Facebook knows you better than your friends
Researchers from Cambridge University and Stanford University have devised a software that can reveal your personality better than your friends by analysing posts that you "like" on the social networking site Facebook.
Researchers from Cambridge University and Stanford University have devised a software that can reveal your personality better than your friends by analysing posts that you 'like' on the social networking site Facebook.
The results showed that by mining Facebook 'likes', the computer model was able to predict a person's personality more accurately than most of their friends and family.

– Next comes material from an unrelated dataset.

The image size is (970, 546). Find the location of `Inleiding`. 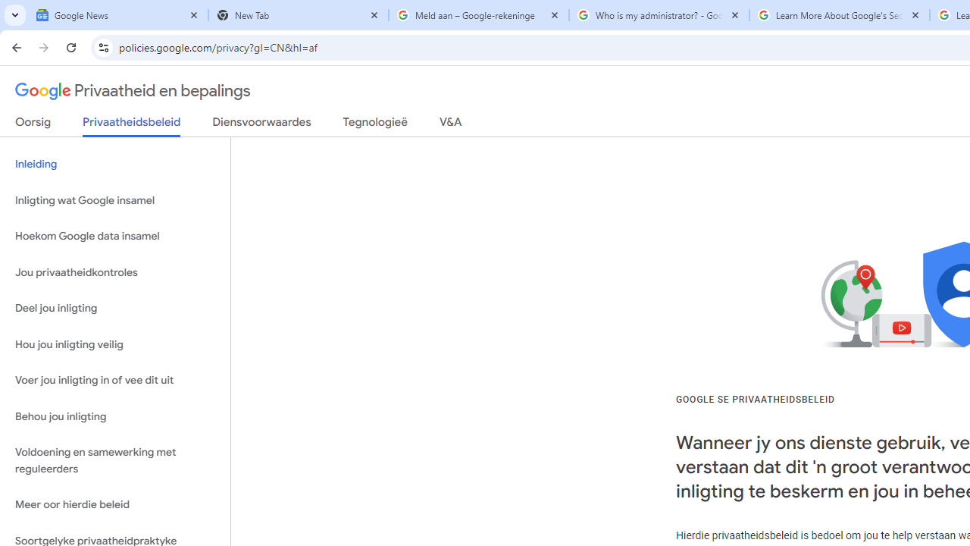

Given enough 'likes' to analyse, only a person's spouse rivaled the computer for accuracy of broad psychological traits.
'In the future, computers could be able to infer our psychological traits and react accordingly, leading to the emergence of emotionally-intelligent and socially skilled machines,' said lead study author Wu Youyou from Cambridge's psychometrics centre.
For the new study, the researchers used a sample of 86,220 volunteers on Facebook who completed a 100-item personality questionnaire through the 'myPersonality' app as well as providing access to their 'likes'.
They found that the computer model could more accurately predict the subject's personality than a work colleague by analysing just 10 'likes'; more than a friend or a roommate with 70 'likes', a family member (parent, sibling) with 150 and a spouse with 300 'likes'.
Given that an average Facebook user has about 227 'likes' (and this number is growing steadily), the researchers say that this kind of artificial intelligence has the potential to know us better than our closest companions.
According to Michal Kosinski, co-author and researcher at Stanford, machines have a couple of key advantages that make these results possible: the ability to retain and access vast quantities of information and the ability to analyse it with algorithms - the techniques of 'Big Data'.
The automated, accurate and cheap personality assessments could improve societal and personal decision-making in many ways - from recruitment to romance.
'People may choose to augment their own intuitions and judgments with this kind of data analysis when making important life decisions such as choosing activities, career paths or even romantic partners,' added Cambridge co-author David Stillwell.
The results might also raise concerns over privacy as such technology develops, the authors contended.
The findings appeared in the journal Proceedings of the National Academy of Sciences.